Detective Kinney shrugged and snapped his notebook shut. ”I guess we can make sense out of it later. We'll give him a ride home after he sees his daughter.”
“No.” Baker waved his arm drunkenly. “I'm staying here.”
“Go home, Jared,” Bruggerman said firmly. “Tina won't even know you for at least twelve hours. When she does, you're going to want to be fresh. She'll need you very much, Jared, but not the way you are now.”

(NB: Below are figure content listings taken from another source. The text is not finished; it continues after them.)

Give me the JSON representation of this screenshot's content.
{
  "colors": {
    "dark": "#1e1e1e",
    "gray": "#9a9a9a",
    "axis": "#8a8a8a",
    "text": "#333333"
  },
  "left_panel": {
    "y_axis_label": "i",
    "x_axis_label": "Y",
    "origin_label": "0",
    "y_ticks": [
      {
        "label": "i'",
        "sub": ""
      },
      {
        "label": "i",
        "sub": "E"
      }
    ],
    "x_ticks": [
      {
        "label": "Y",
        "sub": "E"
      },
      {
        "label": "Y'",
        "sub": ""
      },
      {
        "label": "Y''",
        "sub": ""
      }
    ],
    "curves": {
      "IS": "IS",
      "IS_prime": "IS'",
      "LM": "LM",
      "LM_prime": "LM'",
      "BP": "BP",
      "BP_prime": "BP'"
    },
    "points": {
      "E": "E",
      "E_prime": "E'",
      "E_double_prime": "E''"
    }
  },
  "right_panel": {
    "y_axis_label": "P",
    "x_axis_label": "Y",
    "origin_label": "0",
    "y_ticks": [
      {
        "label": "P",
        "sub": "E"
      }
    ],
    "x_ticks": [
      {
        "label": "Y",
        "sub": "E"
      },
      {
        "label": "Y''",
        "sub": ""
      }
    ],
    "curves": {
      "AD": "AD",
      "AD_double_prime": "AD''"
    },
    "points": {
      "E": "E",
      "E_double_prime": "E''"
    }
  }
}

He could not bring himself to enter the bedroom he and Sarah had shared. He was not even sure he could climb the stairs. Someone knew that. Peggy Willis, maybe. Peggy steered him to the couch in the living room and put a blanket over him. It didn't seem as though he slept, but the dreams started coming. Except they couldn't have been dreams. He'd be having them, but he could still open his eyes and see his fireplace and the brown leather chair beside it. He could count the seagulls in the watercolor above the mantel and he could hear Sam Willis's voice in the kitchen. Who else was out there? Oh, yeah. Jane Carey from next door. Sarah's friend. Trying not to cry. But Baker
started to cry and then suddenly he stopped. He was dreaming again about the one on the motorcycle and that one was talking about him. Baker knew that. The one on the motorcycle was going to get Baker for what Baker did no matter what else happened. What Baker did? What I did, you miserable bastard?
Macduff barked outside.
Baker heard the man's voice louder now. He was talking about fire. Burning. He was talking about burning Baker's house.
Macduff was snarling now.
Sam Willis was saying something. Yelling something. Baker could hardly hear. Then how come he could hear Willis whispering just before if now he could hardly hear him yelling out loud. Yelling about what? Stop, Macduff.
Macduff screamed.
But that wasn't anger. That was pain. And now there was an orange light that danced across his living room wall. For a moment, the sky behind the seagulls turned red. A bolt of pain seared the back of Baker's eye, shocking him to his feet. Another orange ball roared across his bay window and blackened it before dissolving into tongues of flame. Off balance, Baker fell backward across a coffee table and his body crashed heavily to the floor on top of his bandaged hand. Half-blinded by tears and pain and clutching his screaming hand, he clamped his eyes shut and rolled to a sitting position. He wanted to leap up but could not. Yet he was up. When his eyes opened again, he saw that his body was moving toward the door. He was with it, but he was not of it. He followed it, like a passenger, through the door that he couldn't remember opening and onto the lawn and toward the man there whose face was scarred and torn and who held a baseball bat in his hands. And there was fire. And crying out. Willis and his wife were shouting. And Jane. And the one with the bat was screaming except that half the bat was split away and the bottom half looked like a dagger. The dagger floated in front of him and his bandaged hand was holding it. Then the dagger was gone and the man who killed Sarah was leaping and shrieking and flapping like a scarecrow on the end of someone's arm. The hand on the arm was bandaged.